Workload reduction

RSNA2020

28 November 2020

Authors

Sara Romero Martín et al

Using autonomous AI to reduce the workload of breast cancer screening with breast tomosynthesis: a retrospective validation

Sara Romero Martín, Jose Luis Raya Povedano, Esperanza Elías Cabot, Albert Gubern-Merida, Alejandro Rodríguez-Ruiz, Marina Álvarez Benito

Purpose:

To determine the impact of using an artificial intelligence (AI) system to autonomously read a large fraction of breast tomosynthesis (DBT) screening exams in terms of workload reduction, recall rate and sensitivity of screening.

Materials and Methods:

A consecutive cohort of DBT screening exams was retrospectively collected from a previous trial study (Cordoba Tomosynthesis Trial) comparing DBT to digital mammography (DM). Each DBT screening exam was single read with access to the synthetic mammogram. The cohort included 12470 examinations with 87 cancer (77 detected at screening during the trial with either DBT or DM alone, 10 interval cancers). All the DBT exams were processed by an AI system (Transpara, ScreenPoint Medical), which categorizes them on a scale 1-10 representing the likelihood of containing visible cancer (approximately 10% of screening volume is placed on each category). The hypothesis was that two groups of DBT exams could be created based on AI: exams with scores 1-7 (the least suspicious) would be excluded from human reading and automatically labeled as normal. Exams with scores 8-10 (more suspicious) would be single-read. Additionally, non-recalled exams by the single-reading process but with very high AI scores would also be automatically recalled.
Sensitivity, recall rate and workload (number of necessary human readings) were compared between the original reading and the autonomous AI-based scenario using a McNemar test.

Results:

During the original reading with DBT, 362 women were recalled (recall rate 2.90%) and 67 cancers were detected (sensitivity 77.0%). Using the autonomous AI-based scenario, 368 women would have been recalled (recall rate 2.95%, 95% CI = 2.66-3.26%, P=0.81), 69 cancers would have been detected (sensitivity 79.3%, 95% CI = 69.3-87.3%, P=0.62), and there would have been a workload reduction of 70.7% (only 3653/12470 screening DBT exams would have been read).

Conclusion:

Using AI to autonomously label a large fraction of DBT screening exams as normal without the involvement of radiologists could reduce screening workload by 70%, with minimal impact in recall rate and sensitivity.

Clinical relevance:

Screening programs with DBT can be labor-intensive because of the higher reading times of DBT in comparison with 2D mammography. AI-based strategies could aim to reduce workload without decreasing cancer detection rates.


What you should do: Please return every line from the entries that has the string "arrow" in it.

(Figure dataset records)
-=-=-=-=-

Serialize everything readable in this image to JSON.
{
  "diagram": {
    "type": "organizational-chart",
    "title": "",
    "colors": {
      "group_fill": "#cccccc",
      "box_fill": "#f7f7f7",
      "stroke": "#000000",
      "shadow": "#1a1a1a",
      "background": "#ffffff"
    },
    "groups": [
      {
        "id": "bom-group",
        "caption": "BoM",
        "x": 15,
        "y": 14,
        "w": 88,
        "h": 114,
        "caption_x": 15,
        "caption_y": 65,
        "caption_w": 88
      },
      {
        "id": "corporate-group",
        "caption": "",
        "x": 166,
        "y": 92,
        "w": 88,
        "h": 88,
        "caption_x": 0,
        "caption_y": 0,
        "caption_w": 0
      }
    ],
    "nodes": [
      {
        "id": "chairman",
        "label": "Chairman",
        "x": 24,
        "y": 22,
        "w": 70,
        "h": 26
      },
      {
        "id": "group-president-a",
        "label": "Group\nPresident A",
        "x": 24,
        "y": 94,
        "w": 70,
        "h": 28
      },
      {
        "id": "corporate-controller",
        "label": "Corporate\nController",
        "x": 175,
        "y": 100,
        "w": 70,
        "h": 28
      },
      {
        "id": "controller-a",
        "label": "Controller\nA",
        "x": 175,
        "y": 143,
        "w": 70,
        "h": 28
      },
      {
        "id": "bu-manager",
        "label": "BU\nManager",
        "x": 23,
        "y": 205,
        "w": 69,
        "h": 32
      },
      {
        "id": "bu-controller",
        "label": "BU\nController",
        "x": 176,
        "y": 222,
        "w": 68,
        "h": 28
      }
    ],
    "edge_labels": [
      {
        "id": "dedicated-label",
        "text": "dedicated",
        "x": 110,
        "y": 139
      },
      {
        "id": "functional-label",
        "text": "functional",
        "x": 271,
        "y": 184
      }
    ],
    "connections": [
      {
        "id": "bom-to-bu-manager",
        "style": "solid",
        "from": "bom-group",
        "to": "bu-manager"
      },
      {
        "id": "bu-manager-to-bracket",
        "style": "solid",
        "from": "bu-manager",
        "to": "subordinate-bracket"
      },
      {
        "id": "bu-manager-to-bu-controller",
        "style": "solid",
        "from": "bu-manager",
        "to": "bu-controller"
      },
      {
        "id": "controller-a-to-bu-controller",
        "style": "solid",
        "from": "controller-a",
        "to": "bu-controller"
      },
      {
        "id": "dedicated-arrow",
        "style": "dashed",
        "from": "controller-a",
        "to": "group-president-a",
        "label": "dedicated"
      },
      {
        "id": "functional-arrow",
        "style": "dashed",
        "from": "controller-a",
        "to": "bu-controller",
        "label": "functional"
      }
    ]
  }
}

-=-=-=-=-

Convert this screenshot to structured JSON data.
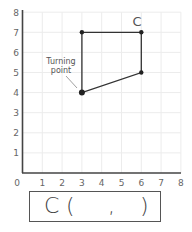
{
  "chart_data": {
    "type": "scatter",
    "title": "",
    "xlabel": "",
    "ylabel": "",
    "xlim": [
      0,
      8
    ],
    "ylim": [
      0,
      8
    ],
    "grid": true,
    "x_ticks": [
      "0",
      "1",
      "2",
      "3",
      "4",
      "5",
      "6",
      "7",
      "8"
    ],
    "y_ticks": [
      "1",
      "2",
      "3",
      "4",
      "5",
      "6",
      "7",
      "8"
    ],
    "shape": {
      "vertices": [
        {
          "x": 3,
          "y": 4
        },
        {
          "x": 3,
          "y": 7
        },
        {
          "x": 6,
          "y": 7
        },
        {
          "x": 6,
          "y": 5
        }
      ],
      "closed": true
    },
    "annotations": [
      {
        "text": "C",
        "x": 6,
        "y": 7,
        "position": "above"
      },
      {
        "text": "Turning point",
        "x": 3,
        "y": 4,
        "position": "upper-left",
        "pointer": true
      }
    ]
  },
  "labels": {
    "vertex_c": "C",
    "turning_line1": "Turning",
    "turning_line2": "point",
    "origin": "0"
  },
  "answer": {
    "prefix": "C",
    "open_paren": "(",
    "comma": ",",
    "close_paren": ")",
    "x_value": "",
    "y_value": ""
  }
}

-=-=-=-=-

The completed task:
        "id": "dedicated-arrow",
        "id": "functional-arrow",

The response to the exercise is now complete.